**Data excerpts**
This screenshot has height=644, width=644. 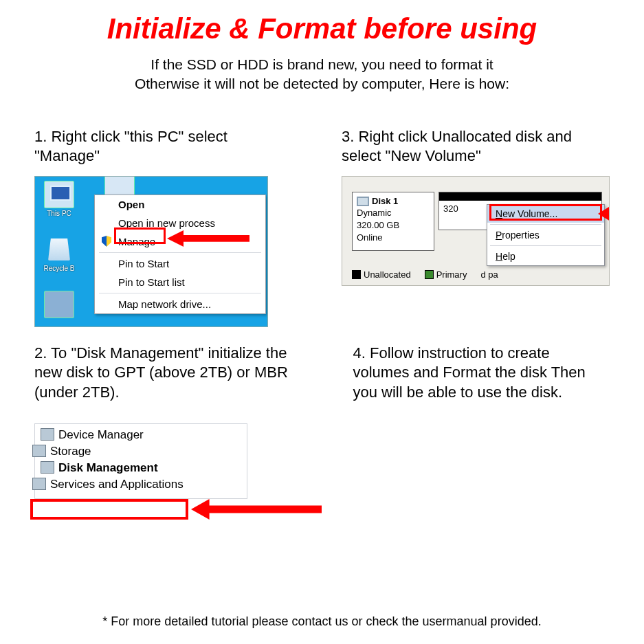 What do you see at coordinates (109, 467) in the screenshot?
I see `tree-label: Disk Management` at bounding box center [109, 467].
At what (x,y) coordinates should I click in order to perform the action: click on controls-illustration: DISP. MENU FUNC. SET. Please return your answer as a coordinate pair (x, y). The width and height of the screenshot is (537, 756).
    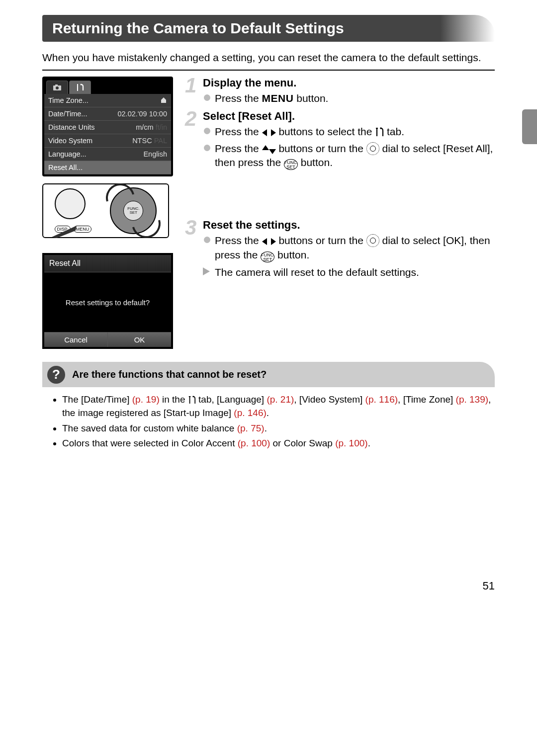
    Looking at the image, I should click on (105, 211).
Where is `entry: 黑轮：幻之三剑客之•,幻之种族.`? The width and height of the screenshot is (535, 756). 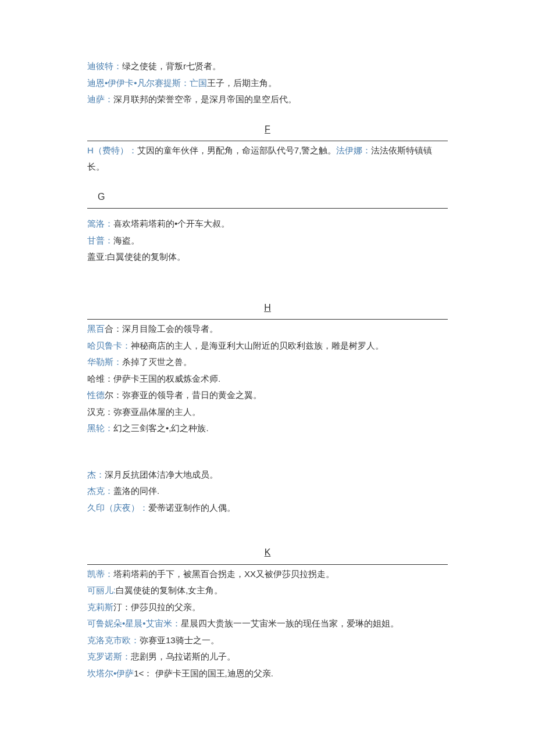
entry: 黑轮：幻之三剑客之•,幻之种族. is located at coordinates (268, 429).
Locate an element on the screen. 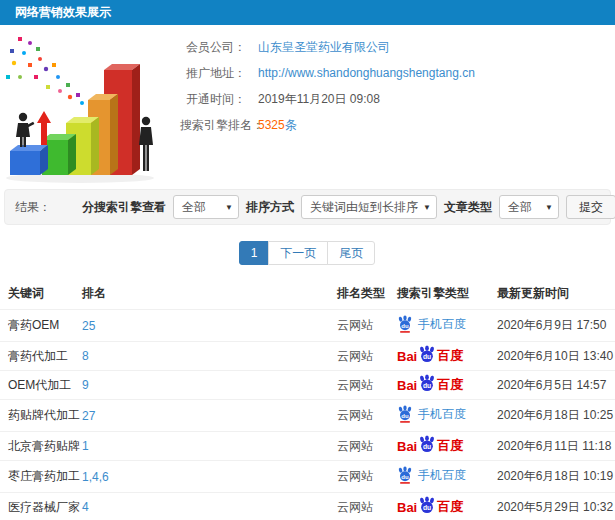  promo-url-label: 推广地址： is located at coordinates (213, 73).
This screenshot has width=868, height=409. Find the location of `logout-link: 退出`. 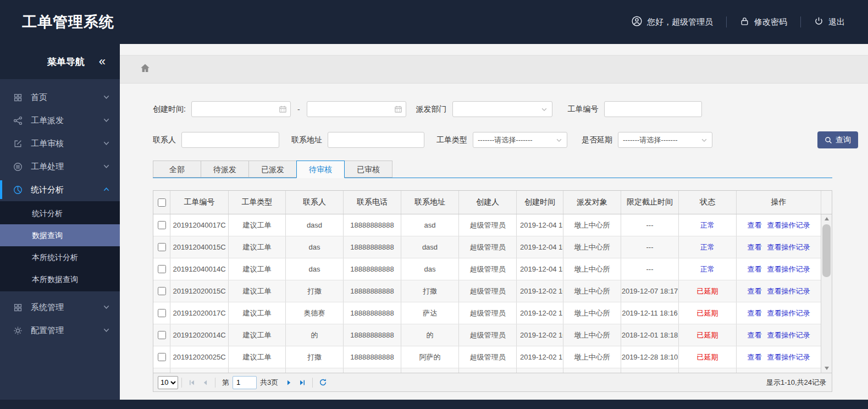

logout-link: 退出 is located at coordinates (830, 22).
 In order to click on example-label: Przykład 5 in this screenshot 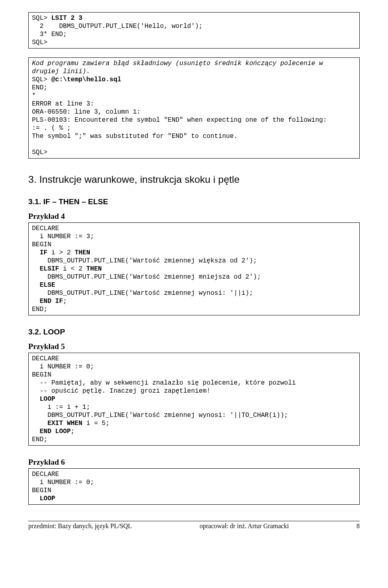, I will do `click(194, 347)`.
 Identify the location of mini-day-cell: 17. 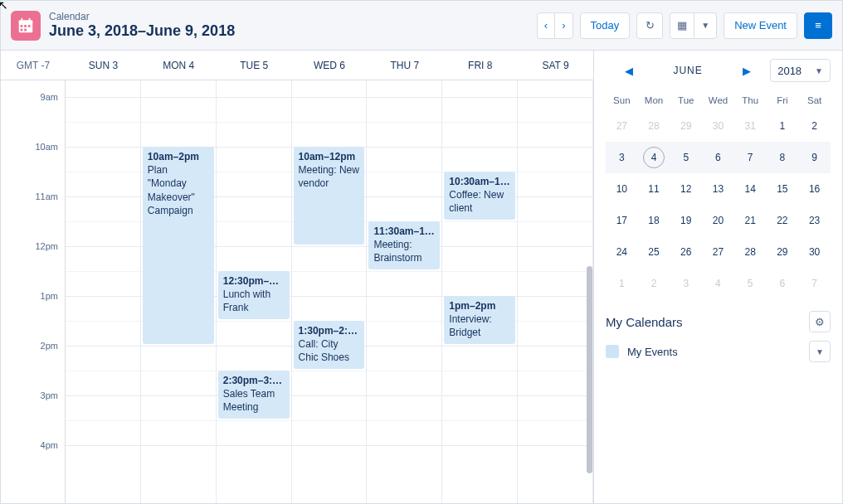
(622, 220).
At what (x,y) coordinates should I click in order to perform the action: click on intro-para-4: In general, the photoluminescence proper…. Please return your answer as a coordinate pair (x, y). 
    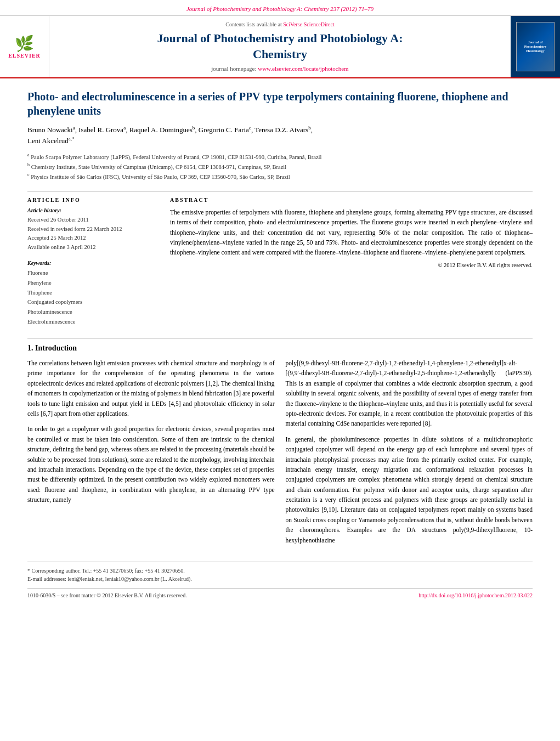
    Looking at the image, I should click on (409, 490).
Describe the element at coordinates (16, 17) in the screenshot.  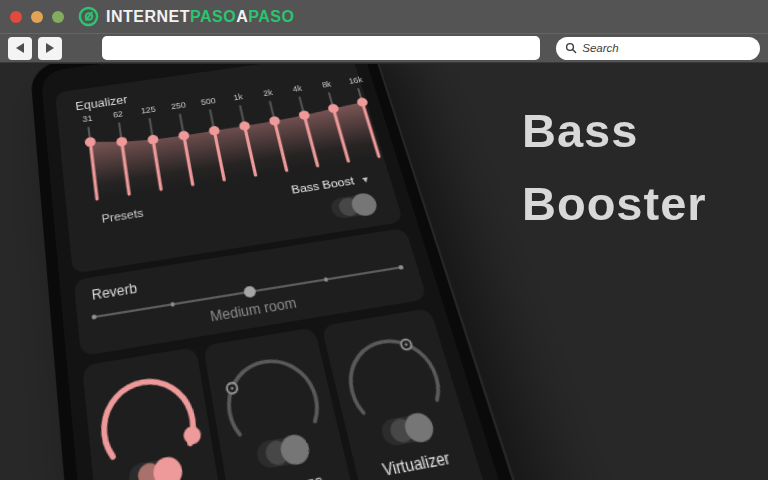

**Work task**
Copy exactly, leaving out pictures, the lines from the line containing "on intro-para-4: In" through the last line of the records.

**Task result**
At what (x,y) coordinates should I click in order to perform the action: click on intro-para-4: In general, the photoluminescence proper…. Please return your answer as a coordinate pair (x, y). 
    Looking at the image, I should click on (409, 490).
Describe the element at coordinates (16, 17) in the screenshot.  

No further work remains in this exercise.